US EPA EnviroAtlas Meter-Scale Urban Land Cover (MULC): 1-m Pixel Land Cover Class Definitions and Guidance

Remote Sens (Basel). 2020 Jun 12;12(12):1-1909. doi: 10.3390/rs12121909.

Abstract

This article defines the land cover classes used in Meter-scale Urban Land Cover (MULC), a unique, high resolution (one meter2 per pixel) land cover dataset developed for 30 US communities for the United States Environmental Protection Agency (US EPA) EnviroAtlas. MULC data categorize the landscape into these land cover classes: impervious surface, tree, grass-herbaceous, shrub, soil-barren, water, wetland and agriculture. MULC data are used to calculate approximately 100 EnviroAtlas metrics that serve as indicators of nature's benefits (ecosystem goods and services).
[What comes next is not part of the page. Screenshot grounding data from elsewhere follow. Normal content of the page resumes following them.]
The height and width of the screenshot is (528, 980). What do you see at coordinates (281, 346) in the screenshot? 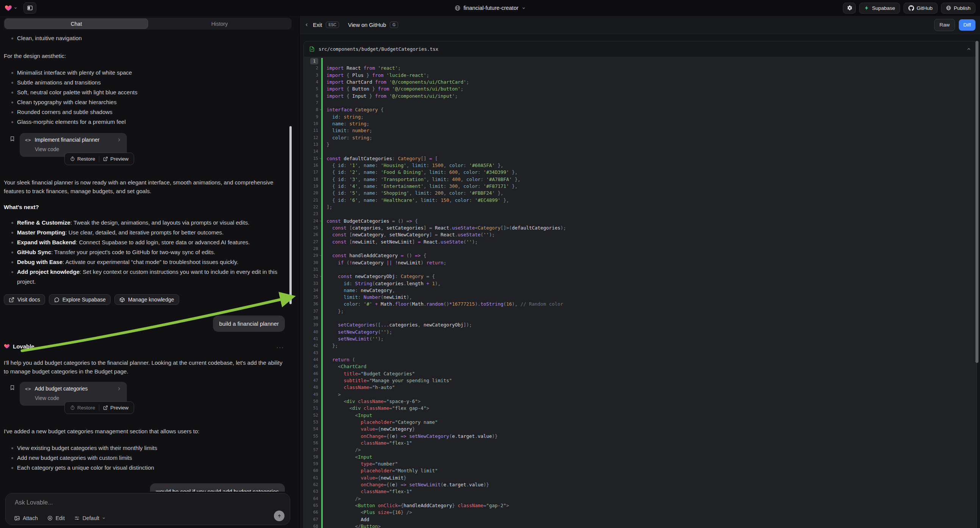
I see `message-menu-button: ...` at bounding box center [281, 346].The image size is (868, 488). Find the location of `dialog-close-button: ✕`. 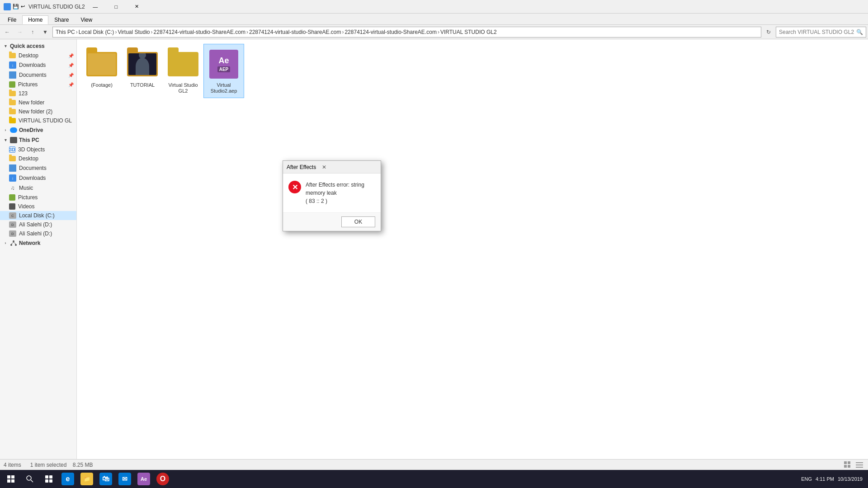

dialog-close-button: ✕ is located at coordinates (324, 167).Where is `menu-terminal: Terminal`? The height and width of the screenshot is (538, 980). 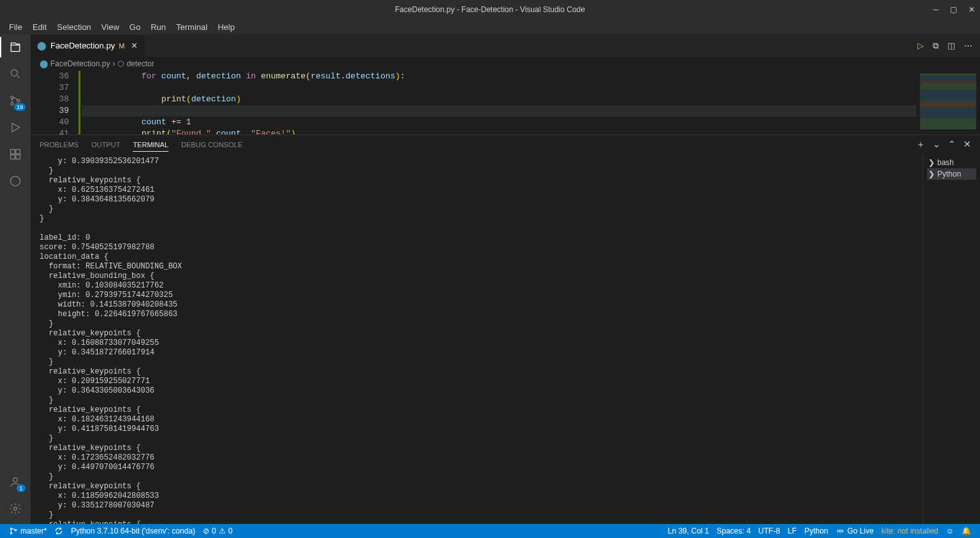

MULC, a dataset for which development is ongoing, is produced by multiple classification methods using aerial photo and LiDAR datasets. The mean overall fuzzy accuracy across the EnviroAtlas communities is 88% and mean Kappa coefficient is 0.84. MULC is available in EnviroAtlas via web browser, web map service (WMS) in the user's geographic information system (GIS), and as downloadable data at EPA Environmental Data Gateway. Fact Sheets and metadata for each MULC Community are available through EnviroAtlas. Some MULC applications include mapping green and grey infrastructure, connecting land cover with socioeconomic/demographic variables, street tree planting, urban heat island analysis, mosquito habitat risk mapping and bikeway planning. This article provides practical guidance for using MULC effectively and developing similar high resolution (HR) land cover data.

Keywords: 1 meter pixel; EnviroAtlas; GIS; decision support; ecosystem services; high spatial resolution land cover data; image classification; machine learning; object-based image classification; pixel-based image classification; remote sensing; rule-based image classification.